U.S. charges 'Hezbollah member' over deadly 1994 Buenos Aires bombing
A high-ranking member of Hezbollah's Islamic Jihad Organization was charged with terrorism offenses, including the bombing of a building in Argentina in 1994 that killed 85 people, in an indictment unsealed Wednesday in Manhattan federal court.
Samuel Salman El Reda, 58, who remains at large and is believed to be in Lebanon, was described by federal authorities as the leader of terrorist activity carried out by Hezbollah since at least 1993.
From 1993 to 2015, he conspired to support terrorists in Lebanon, Argentina, Panama, Thailand and elsewhere, the indictment said as it listed six aliases for El Reda, including "Salman Ramal," "Sulayman Rammal," "Salman Raouf Salman" and "Hajj."
He faces conspiracy charges and a count alleging he provided material support to a terrorist organization.
Assistant Attorney General Matthew G. Olsen said in a release that El Reda nearly three decades ago "helped plan and execute the heinous attack on a Buenos Aires Jewish community center that murdered 85 innocent people and injured countless others."
The attack occurred on July 18, 1994, when the Asociacion Mutual Israelita Argentina building in Buenos Aires, Argentina, was bombed, killing 85 people and injuring hundreds more.

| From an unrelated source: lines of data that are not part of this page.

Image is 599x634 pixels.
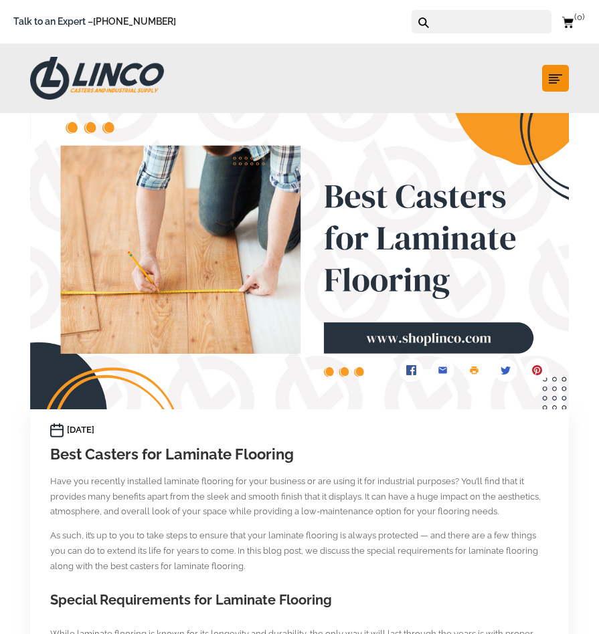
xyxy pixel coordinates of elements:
[30,57,164,100] img: LINCO CASTERS & INDUSTRIAL SUPPLY
[574,12,584,22] span: 0
[50,591,549,610] h2: Special Requirements for Laminate Flooring
[50,444,549,465] h1: Best Casters for Laminate Flooring
[93,16,176,27] a: [PHONE_NUMBER]
[433,10,551,33] input: Search
[561,13,585,30] a: 0
[50,528,549,574] p: As such, it’s up to you to take steps to ensure that your laminate flooring is always protected —...
[13,14,176,29] span: Talk to an Expert –
[50,474,549,520] p: Have you recently installed laminate flooring for your business or are using it for industrial pu...
[67,423,94,437] time: [DATE]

El Reda allegedly relayed information to Islamic Jihad Organization operatives that was used to plan and execute the bombing.
In the decades afterward, he recruited, trained and managed the organization's operatives around the world, deploying them in Thailand, Panama and Peru, among other places, authorities said.
They said that in May 2009, he directed an operative to go to Thailand to destroy a cache of ammonium nitrate and other explosive materials that the organization believed was under law enforcement surveillance.
And, in February 2011 and in January 2012, he told an operative to go to Panama to surveil the Panama Canal and embassies maintained by the U.S. and Israel, authorities said.
U.S. Attorney Damian Williams said the Argentina attack was part of the terrorist operations that El Reda has led for decades on behalf of the Islamic Jihad Organization, the segment of Hezbollah that focuses on terrorism and intelligence-gathering activities outside of Lebanon.
New York Police Department Commissioner Edward A. Caban said El Reda was the "on-the-ground coordinator" of the Argentina attack.
Caban said he has since been "involved in plots all across the world."
The U.S. Department of Treasury designated Hezbollah as a terrorist organization in 2001 and officials noted that the State Department in 2010 described it as the most technically capable terrorist group in the world and a continuing security threat to the United States.